After several Protestant churches circulated a letter opposing same-sex marriage, the MCC published a statement arguing that God was polyamorous and inclusive. “We aspire for them to speak to LGBTIQ people and not about LGBTIQ people, so that they’re not excluded from their dialogues, which turn into monologues when we are not represented,” said the statement. The MCC stressed that it would continue to support any public policy that favours human emancipation. 

According to Saralegui, fundamentalism is not just an issue for churches, but affects wider society. “Those who have been indoctrinated in religion will go to secular spaces with such ideas, which then turn up anywhere,” she says. Cruz adds that it’s important to lead by example, because in the end it’s people who will vote to defeat fundamentalism. 

The MCC blesses non-heteronormative ‘weddings’, although such events are not yet legally recognised. For Saralegui, these ceremonies represent an end to the spiritual violence that participants have experienced. 

“They’re beautiful ceremonies, and exciting.
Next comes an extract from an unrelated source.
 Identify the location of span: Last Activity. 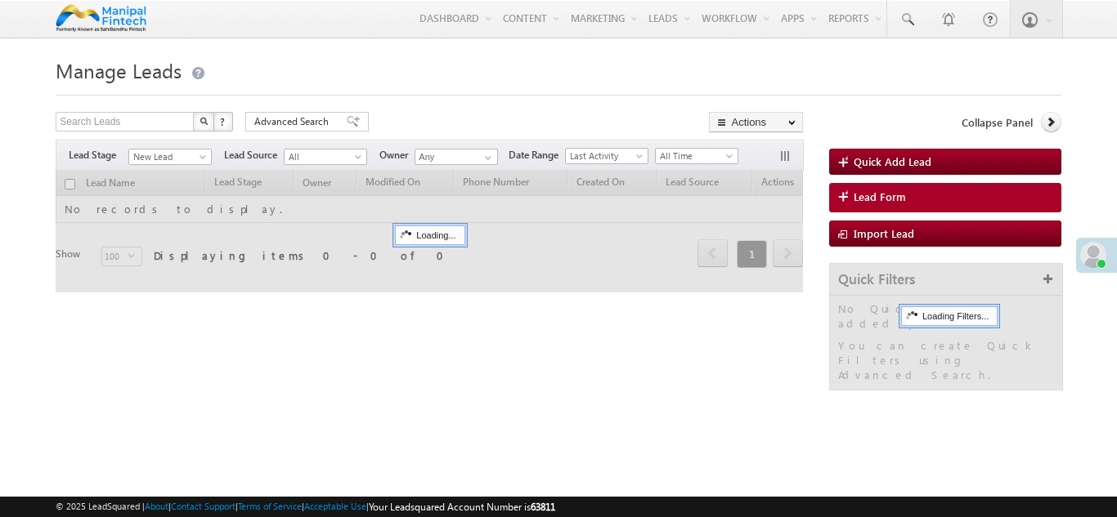
(604, 156).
I shudder during every single one of them,” she says. “[Even] if I’ve been tired, it’s in those moments that I look at the people seeking a blessing from God and the community and I say to myself: ‘This is why it’s worth continuing.’”

A sense of purpose

The MCC’s Cuban branch had a difficult birth. It grew out of Somos, an LGBTIQ Christian group to which Saralegui belonged, which used to meet at the First Baptist Church of Matanzas. 
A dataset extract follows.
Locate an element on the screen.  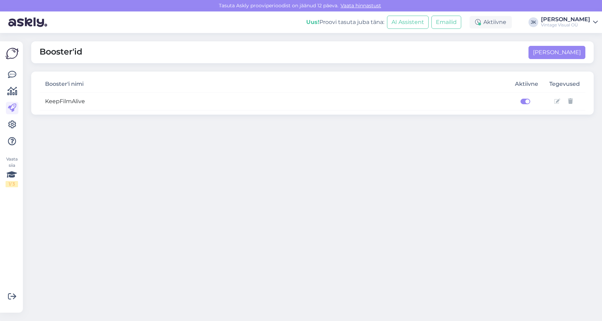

Some of the meetings, in which they would share stories or debate gender and theology, were open to the public. Gradually, other parishioners started to attend, but as LGBTIQ couples were open in their affection, it tensions soon grew. 

reunión ICM.jpg
The MCC team.
|
Photo courtesy of MCC.

When Troy Perry, the American founder of the MCC, visited Cuba in 2015, members of Somos decided to accept his proposal to set up a local branch of the church. At first, recalls Jorge Alfonso, an MCC deacon, services were held at Cruz’s house. “These were unifying times, when we lived with whatever we had,” he says. 
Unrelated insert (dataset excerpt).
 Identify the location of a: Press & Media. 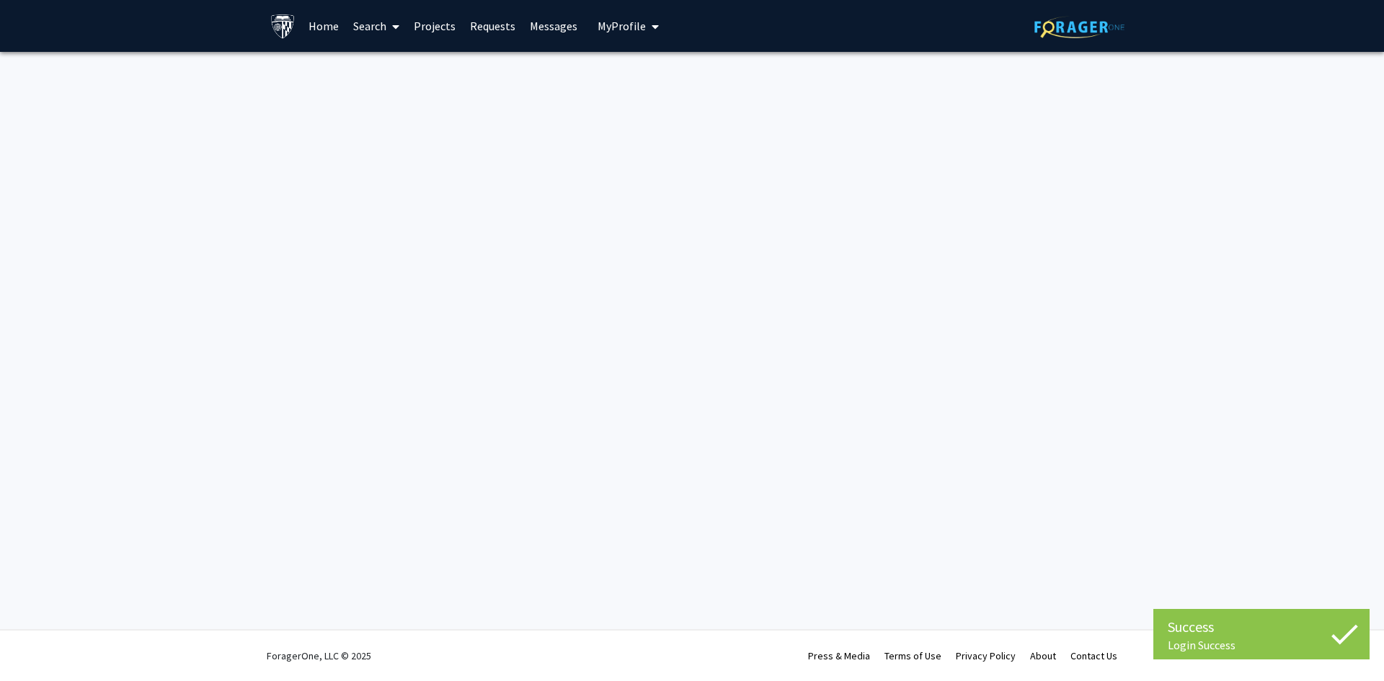
(839, 656).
“We would sit on the rooftop,” Cruz adds, “although when it rained, we would all cram into my room – we were about 20 or 30, almost on top of each other.” The building they use today welcomes arounds 30 people on an average Friday evening: members, new visitors, family and friends. 

The MCC has also established a small group in Havana. It is trying to gain greater recognition from the Cuban authorities and other faith groups, including by establishing itself as a legal entity.

Many of the MCC’s members use the word “family” when talking about the church, and are proud of its role in advocating for wider social change. As Mariaelaine Pérez, one of the Cuban branch’s founders, says, “It’s not a church that sits down waiting, but one that is out fighting and offering support.”

Get 50.50 emails Gender and social justice, in your inbox. Sign up to receive openDemocracy 50.50's monthly email newsletter.

Comments

We encourage anyone to comment, please consult the oD commenting guidelines if you have any questions.